[Study material Boundary: Start]

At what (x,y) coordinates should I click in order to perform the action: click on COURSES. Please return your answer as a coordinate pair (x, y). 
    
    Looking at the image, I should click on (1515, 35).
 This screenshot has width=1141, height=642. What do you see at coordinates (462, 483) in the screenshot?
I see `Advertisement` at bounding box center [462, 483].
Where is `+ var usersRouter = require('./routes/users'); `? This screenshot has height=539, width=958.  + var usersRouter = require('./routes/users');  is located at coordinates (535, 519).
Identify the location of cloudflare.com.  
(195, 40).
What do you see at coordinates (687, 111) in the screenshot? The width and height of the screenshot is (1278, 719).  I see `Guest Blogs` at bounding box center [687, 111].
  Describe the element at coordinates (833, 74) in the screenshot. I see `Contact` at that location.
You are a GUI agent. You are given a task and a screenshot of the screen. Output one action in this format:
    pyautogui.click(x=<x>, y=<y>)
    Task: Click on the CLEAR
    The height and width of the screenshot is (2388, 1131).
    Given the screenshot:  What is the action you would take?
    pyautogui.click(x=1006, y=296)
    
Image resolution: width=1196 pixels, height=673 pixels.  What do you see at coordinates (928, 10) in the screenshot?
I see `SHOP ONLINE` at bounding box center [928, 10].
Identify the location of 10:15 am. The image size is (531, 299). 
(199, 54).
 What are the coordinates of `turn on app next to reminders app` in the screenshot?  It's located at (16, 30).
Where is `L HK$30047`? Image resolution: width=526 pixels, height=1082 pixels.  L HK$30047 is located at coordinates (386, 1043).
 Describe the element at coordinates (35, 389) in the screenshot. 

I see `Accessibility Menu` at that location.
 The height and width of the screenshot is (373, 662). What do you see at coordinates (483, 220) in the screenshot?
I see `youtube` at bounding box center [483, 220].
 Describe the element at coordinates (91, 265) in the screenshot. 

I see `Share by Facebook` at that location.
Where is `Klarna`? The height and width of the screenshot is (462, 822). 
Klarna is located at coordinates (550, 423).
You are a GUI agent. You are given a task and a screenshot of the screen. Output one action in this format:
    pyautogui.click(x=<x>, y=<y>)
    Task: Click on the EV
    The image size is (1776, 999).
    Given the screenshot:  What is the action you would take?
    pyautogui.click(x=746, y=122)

[Study material Boundary: End]

_Exercise_.
Give the records again, complete and exact.

_Exercise response_.
At what (x,y) coordinates should I click in order to perform the action: click on COURSES. Please return your answer as a coordinate pair (x, y). 
    
    Looking at the image, I should click on (1515, 35).
 This screenshot has width=1141, height=642. What do you see at coordinates (462, 483) in the screenshot?
I see `Advertisement` at bounding box center [462, 483].
Where is `+ var usersRouter = require('./routes/users'); `? This screenshot has height=539, width=958.  + var usersRouter = require('./routes/users');  is located at coordinates (535, 519).
Identify the location of cloudflare.com.  
(195, 40).
What do you see at coordinates (687, 111) in the screenshot? The width and height of the screenshot is (1278, 719).  I see `Guest Blogs` at bounding box center [687, 111].
  Describe the element at coordinates (833, 74) in the screenshot. I see `Contact` at that location.
You are a GUI agent. You are given a task and a screenshot of the screen. Output one action in this format:
    pyautogui.click(x=<x>, y=<y>)
    Task: Click on the CLEAR
    The height and width of the screenshot is (2388, 1131).
    Given the screenshot:  What is the action you would take?
    pyautogui.click(x=1006, y=296)
    
Image resolution: width=1196 pixels, height=673 pixels.  What do you see at coordinates (928, 10) in the screenshot?
I see `SHOP ONLINE` at bounding box center [928, 10].
Identify the location of 10:15 am. The image size is (531, 299). 
(199, 54).
 What are the coordinates of `turn on app next to reminders app` in the screenshot?  It's located at (16, 30).
Where is `L HK$30047`? Image resolution: width=526 pixels, height=1082 pixels.  L HK$30047 is located at coordinates (386, 1043).
 Describe the element at coordinates (35, 389) in the screenshot. 

I see `Accessibility Menu` at that location.
 The height and width of the screenshot is (373, 662). What do you see at coordinates (483, 220) in the screenshot?
I see `youtube` at bounding box center [483, 220].
 Describe the element at coordinates (91, 265) in the screenshot. 

I see `Share by Facebook` at that location.
Where is `Klarna`? The height and width of the screenshot is (462, 822). 
Klarna is located at coordinates (550, 423).
You are a GUI agent. You are given a task and a screenshot of the screen. Output one action in this format:
    pyautogui.click(x=<x>, y=<y>)
    Task: Click on the EV
    The image size is (1776, 999).
    Given the screenshot:  What is the action you would take?
    pyautogui.click(x=746, y=122)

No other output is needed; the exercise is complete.